This article covers strategies for keeping your documentation accurate and valuable over time, from automated checks to content lifecycles.

Automate what you can

Documentation rot happens when you rely too much on manual effort to update content.

Try to introduce automations where you can, such as:

  • Track stale content: Run a script to flag important docs that haven’t been updated in X days.
  • Detect product changes: If your documentation relies on artifacts from engineering (e.g., OpenAPI specs), set up a job to detect when key objects change and notify the team. Or, use a documentation provider that auto-generates APIs and automatically updates.
  • Enforce standards with linters: Use Vale.sh or a documentation provider to automatically catch formatting issues, writing style deviations, or missing metadata on every pull request.

Set up realistic review processes

Documentation will never be perfect, and that’s okay. You should have a threshold of acceptance—a level where docs are functional and useful.

Instead of aiming for 100%, balance efficiency with quality:

  • Trigger reviews based on relevance, not just time. Rather than setting periodic updates, prioritize content based on usage, search demand, or product changes.
  • Focus on high-impact docs. Not every page needs regular updates, but the 10 most viewed pages for users should get extra attention.
  • Lean on your community. If your docs are open-source, empower users to flag issues or submit fixes via pull requests—it builds trust and keeps content fresh. Incorporate feedback mechanisms in your docs when you can.

Know when to rewrite

Over time, documentation naturally accumulates caveats and workarounds, leading to “spaghetti docs.” When incremental fixes create more confusion than clarity, a full overhaul may be the best option.

  • Plan for periodic resets. Every 1-2 years, consider a major cleanup, especially if best practices or the product itself has evolved significantly.
  • Start with a structured audit. Interview support teams, analyze user feedback, and document what’s missing, misleading, or redundant before rewriting.
  • Tackle rewrites in focused sprints. A full overhaul doesn’t have to happen all at once—prioritize sections with the biggest impact.

Wrong docs can be worse than no docs

Outdated or misleading documentation wastes users’ time and erodes trust. In cases where a doc is completely inaccurate and unfixable in the short term, it’s often better to remove it entirely. Users will appreciate having less information over having wrong information.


● **The task**
Transcribe the listing below only from the line with "Image is 868x378 pixels." up to and including the line with "Image is 868x418 pixels.".

*** Listed records ***

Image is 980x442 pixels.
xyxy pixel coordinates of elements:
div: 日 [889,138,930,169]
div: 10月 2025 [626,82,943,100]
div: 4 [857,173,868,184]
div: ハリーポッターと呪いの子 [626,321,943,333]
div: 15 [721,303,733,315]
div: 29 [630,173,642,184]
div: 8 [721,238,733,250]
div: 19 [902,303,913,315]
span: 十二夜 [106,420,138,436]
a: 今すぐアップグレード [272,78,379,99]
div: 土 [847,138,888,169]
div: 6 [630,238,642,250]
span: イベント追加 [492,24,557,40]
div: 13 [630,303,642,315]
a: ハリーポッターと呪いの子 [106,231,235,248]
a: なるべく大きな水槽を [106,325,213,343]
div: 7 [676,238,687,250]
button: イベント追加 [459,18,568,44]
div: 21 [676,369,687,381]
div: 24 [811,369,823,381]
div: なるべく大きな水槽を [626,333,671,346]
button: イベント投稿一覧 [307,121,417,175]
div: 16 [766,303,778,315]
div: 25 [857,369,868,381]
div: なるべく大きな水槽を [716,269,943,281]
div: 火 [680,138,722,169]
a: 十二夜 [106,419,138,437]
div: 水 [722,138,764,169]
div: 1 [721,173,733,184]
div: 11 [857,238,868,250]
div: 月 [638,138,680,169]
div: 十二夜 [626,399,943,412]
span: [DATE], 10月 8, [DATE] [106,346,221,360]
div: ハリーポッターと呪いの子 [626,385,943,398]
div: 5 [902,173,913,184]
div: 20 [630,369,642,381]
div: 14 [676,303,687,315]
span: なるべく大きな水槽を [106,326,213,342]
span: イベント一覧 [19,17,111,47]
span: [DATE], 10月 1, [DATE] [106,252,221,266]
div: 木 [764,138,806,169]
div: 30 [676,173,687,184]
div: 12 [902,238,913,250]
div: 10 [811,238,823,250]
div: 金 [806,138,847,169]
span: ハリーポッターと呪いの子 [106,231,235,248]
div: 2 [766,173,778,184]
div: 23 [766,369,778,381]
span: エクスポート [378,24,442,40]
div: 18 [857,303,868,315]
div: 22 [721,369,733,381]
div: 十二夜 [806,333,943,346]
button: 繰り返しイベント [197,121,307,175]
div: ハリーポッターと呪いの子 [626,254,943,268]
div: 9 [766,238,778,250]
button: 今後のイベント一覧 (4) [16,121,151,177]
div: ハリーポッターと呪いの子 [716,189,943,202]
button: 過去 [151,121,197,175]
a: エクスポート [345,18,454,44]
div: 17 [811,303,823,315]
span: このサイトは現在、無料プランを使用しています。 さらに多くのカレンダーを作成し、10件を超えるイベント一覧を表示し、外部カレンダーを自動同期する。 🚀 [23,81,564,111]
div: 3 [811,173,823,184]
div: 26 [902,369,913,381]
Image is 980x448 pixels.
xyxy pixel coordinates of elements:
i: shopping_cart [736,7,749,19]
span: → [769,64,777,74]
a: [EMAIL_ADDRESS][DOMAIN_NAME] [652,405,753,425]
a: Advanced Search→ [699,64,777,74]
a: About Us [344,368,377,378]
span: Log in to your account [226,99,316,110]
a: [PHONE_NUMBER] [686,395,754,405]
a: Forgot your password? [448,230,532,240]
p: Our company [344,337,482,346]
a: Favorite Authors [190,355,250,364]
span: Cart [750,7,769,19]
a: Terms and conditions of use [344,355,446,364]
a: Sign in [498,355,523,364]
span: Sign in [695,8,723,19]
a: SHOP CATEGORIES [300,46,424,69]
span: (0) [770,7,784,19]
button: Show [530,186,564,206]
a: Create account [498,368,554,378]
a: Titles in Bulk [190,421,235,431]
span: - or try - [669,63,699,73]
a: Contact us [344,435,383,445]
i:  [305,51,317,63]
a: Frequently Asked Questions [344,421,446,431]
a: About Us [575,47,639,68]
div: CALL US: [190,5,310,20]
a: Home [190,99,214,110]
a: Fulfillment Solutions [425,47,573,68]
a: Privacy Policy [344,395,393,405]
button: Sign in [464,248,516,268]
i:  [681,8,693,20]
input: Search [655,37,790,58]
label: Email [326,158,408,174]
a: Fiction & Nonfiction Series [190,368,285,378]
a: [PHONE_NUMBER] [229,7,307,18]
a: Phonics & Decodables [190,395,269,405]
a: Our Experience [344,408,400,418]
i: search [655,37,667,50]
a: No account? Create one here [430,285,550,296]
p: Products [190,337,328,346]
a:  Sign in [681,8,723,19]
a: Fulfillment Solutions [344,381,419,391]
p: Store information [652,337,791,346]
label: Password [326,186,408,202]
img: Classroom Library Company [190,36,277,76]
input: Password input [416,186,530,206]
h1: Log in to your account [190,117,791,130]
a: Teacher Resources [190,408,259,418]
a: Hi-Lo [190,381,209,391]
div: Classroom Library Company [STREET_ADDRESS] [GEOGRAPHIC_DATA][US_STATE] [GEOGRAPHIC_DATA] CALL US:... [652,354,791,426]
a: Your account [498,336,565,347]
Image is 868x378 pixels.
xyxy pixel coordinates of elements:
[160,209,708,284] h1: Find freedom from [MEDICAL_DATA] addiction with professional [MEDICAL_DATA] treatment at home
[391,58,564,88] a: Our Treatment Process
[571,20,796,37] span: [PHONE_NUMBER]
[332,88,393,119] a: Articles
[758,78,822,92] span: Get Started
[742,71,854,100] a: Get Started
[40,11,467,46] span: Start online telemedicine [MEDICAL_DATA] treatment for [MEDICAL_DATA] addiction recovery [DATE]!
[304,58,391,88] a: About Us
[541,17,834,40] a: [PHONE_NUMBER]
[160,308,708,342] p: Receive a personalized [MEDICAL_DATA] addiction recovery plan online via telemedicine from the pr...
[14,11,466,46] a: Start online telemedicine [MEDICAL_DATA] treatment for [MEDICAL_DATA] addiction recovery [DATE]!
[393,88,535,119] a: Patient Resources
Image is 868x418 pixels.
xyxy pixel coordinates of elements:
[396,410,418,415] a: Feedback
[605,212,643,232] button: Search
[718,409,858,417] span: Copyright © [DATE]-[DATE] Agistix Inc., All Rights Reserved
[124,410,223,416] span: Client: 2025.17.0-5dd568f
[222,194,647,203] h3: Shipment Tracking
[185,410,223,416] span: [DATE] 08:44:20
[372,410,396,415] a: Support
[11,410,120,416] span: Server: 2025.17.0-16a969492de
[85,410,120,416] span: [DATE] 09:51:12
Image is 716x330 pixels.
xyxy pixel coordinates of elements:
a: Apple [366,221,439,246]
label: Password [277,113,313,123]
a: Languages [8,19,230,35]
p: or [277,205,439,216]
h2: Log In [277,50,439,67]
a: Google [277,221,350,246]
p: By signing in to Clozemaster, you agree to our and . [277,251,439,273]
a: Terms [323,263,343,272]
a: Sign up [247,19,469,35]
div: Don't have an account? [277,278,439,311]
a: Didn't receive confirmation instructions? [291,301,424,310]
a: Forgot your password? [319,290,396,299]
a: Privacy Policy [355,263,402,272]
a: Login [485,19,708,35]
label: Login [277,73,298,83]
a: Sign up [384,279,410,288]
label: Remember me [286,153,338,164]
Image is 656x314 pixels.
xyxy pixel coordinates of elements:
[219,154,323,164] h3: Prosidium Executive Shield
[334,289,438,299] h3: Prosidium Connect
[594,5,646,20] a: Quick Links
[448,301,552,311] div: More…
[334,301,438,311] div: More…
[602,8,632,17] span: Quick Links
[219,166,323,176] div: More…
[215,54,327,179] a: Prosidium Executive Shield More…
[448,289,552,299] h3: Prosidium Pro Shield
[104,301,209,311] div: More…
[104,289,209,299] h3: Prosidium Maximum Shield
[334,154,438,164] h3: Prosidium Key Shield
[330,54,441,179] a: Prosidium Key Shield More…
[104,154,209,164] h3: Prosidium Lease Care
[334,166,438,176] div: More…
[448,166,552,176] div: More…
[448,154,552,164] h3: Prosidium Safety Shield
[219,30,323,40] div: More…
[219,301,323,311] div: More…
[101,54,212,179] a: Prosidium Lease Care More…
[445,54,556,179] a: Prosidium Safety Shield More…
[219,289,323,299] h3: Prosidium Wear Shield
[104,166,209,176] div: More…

*** End of Listed records ***

● **Answer to this problem**
Image is 868x378 pixels.
xyxy pixel coordinates of elements:
[160,209,708,284] h1: Find freedom from [MEDICAL_DATA] addiction with professional [MEDICAL_DATA] treatment at home
[391,58,564,88] a: Our Treatment Process
[571,20,796,37] span: [PHONE_NUMBER]
[332,88,393,119] a: Articles
[758,78,822,92] span: Get Started
[742,71,854,100] a: Get Started
[40,11,467,46] span: Start online telemedicine [MEDICAL_DATA] treatment for [MEDICAL_DATA] addiction recovery [DATE]!
[304,58,391,88] a: About Us
[541,17,834,40] a: [PHONE_NUMBER]
[160,308,708,342] p: Receive a personalized [MEDICAL_DATA] addiction recovery plan online via telemedicine from the pr...
[14,11,466,46] a: Start online telemedicine [MEDICAL_DATA] treatment for [MEDICAL_DATA] addiction recovery [DATE]!
[393,88,535,119] a: Patient Resources
Image is 868x418 pixels.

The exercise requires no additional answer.